═════ DATASET ENTRIES
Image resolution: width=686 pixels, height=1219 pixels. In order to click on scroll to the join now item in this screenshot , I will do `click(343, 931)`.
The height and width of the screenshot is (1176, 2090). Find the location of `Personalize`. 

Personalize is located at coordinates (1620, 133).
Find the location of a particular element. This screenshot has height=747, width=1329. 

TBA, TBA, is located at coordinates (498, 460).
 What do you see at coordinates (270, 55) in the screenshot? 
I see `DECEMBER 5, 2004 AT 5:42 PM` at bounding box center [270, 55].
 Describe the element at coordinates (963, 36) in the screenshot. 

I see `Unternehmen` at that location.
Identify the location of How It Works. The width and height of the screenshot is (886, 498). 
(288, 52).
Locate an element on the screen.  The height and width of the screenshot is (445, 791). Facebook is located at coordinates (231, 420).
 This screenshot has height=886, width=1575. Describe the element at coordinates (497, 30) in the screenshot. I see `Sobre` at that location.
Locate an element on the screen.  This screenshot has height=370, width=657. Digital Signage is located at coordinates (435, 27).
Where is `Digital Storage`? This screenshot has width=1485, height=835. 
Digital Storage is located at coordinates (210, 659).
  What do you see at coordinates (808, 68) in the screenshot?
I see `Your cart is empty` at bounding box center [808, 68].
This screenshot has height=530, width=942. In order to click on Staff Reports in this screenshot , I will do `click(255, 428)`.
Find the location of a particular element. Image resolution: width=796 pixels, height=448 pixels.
══════════
• **EXERCISE**
Give back the data above, repeating every record exactly.

• **YOUR SOLUTION**
Image resolution: width=686 pixels, height=1219 pixels. In order to click on scroll to the join now item in this screenshot , I will do `click(343, 931)`.
The height and width of the screenshot is (1176, 2090). Find the location of `Personalize`. 

Personalize is located at coordinates (1620, 133).
Find the location of a particular element. This screenshot has height=747, width=1329. 

TBA, TBA, is located at coordinates (498, 460).
 What do you see at coordinates (270, 55) in the screenshot? 
I see `DECEMBER 5, 2004 AT 5:42 PM` at bounding box center [270, 55].
 Describe the element at coordinates (963, 36) in the screenshot. 

I see `Unternehmen` at that location.
Identify the location of How It Works. The width and height of the screenshot is (886, 498). 
(288, 52).
Locate an element on the screen.  The height and width of the screenshot is (445, 791). Facebook is located at coordinates (231, 420).
 This screenshot has height=886, width=1575. Describe the element at coordinates (497, 30) in the screenshot. I see `Sobre` at that location.
Locate an element on the screen.  This screenshot has height=370, width=657. Digital Signage is located at coordinates (435, 27).
Where is `Digital Storage`? This screenshot has width=1485, height=835. 
Digital Storage is located at coordinates (210, 659).
  What do you see at coordinates (808, 68) in the screenshot?
I see `Your cart is empty` at bounding box center [808, 68].
This screenshot has height=530, width=942. In order to click on Staff Reports in this screenshot , I will do `click(255, 428)`.
Find the location of a particular element. Image resolution: width=796 pixels, height=448 pixels.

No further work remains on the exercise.